“As like as not,” growled the assistant foreman.

“Then why don’t you have him arrested?” shot out the cattle buyer so suddenly that some of the cowboys jumped, steady as their nerves were.

Hinkee Dee paused for a moment before answering. Then he growled or grunted rather than replied:

“Huh! I would soon enough, if I could get the evidence against him. But he’s too slick. There’s nothing positive.”

“Oh!” exclaimed Munson, easily. Then he got up and went away. The incident ended so quickly and so unexpectedly that it left some of the auditors in a sort of gasping state. Hinkee Dee did not, apparently, know what to make of the way the wind had been taken out of his sails. He sat looking at the door through which Munson had limped and muttered, as he, himself, went out:

“I’ll get him yet!”

“Think there’ll be a fight?” asked Bob, apprehensively, of Gimp.

“Naw. It’s all talk. I’ve seen and heard lots like it before. But Hink was right; it was sort of brash for Munson to talk openly with Martin, who people is beginnin’ to suspect of bein’ a rustler.”

All of this served to strengthen the suspicions that had been growing in the minds of the boys that Munson was, somehow or other, more or less connected with the cattle thefts.
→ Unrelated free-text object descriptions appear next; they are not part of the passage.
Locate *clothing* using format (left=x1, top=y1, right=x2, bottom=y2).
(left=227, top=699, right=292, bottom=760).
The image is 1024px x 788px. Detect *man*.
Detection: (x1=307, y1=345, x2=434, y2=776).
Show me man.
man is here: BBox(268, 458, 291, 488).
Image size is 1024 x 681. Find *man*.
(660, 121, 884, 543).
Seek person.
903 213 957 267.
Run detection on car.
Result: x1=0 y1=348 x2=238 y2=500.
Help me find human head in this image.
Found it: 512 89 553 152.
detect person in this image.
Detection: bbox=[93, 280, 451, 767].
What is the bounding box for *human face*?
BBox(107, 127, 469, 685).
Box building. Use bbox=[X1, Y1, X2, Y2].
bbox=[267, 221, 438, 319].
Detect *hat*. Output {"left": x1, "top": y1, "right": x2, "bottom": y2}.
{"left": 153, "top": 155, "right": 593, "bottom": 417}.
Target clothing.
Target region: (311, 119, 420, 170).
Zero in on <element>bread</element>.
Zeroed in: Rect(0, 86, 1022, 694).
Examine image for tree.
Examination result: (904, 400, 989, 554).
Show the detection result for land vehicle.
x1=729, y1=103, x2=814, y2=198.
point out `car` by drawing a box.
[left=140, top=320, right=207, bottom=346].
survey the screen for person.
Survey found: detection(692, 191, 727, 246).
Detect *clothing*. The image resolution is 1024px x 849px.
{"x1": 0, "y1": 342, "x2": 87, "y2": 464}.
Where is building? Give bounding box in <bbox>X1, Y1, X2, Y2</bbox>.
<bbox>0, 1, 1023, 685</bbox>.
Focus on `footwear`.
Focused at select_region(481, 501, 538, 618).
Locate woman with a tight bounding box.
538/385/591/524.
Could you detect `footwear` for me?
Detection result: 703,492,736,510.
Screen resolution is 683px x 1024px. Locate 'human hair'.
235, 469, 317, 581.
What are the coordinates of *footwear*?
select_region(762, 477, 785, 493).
True, there was no direct evidence against him. The only point that looked bad, aside from his talk to Martin, was the story of his having been shot while witnessing the raid of some rustlers. That part of the story was a fake, surely enough, as Jerry could testify. And Munson still kept up the fiction about his injured leg. In fact, for some time he had been going to town twice a week, saying he had to have it treated by a doctor.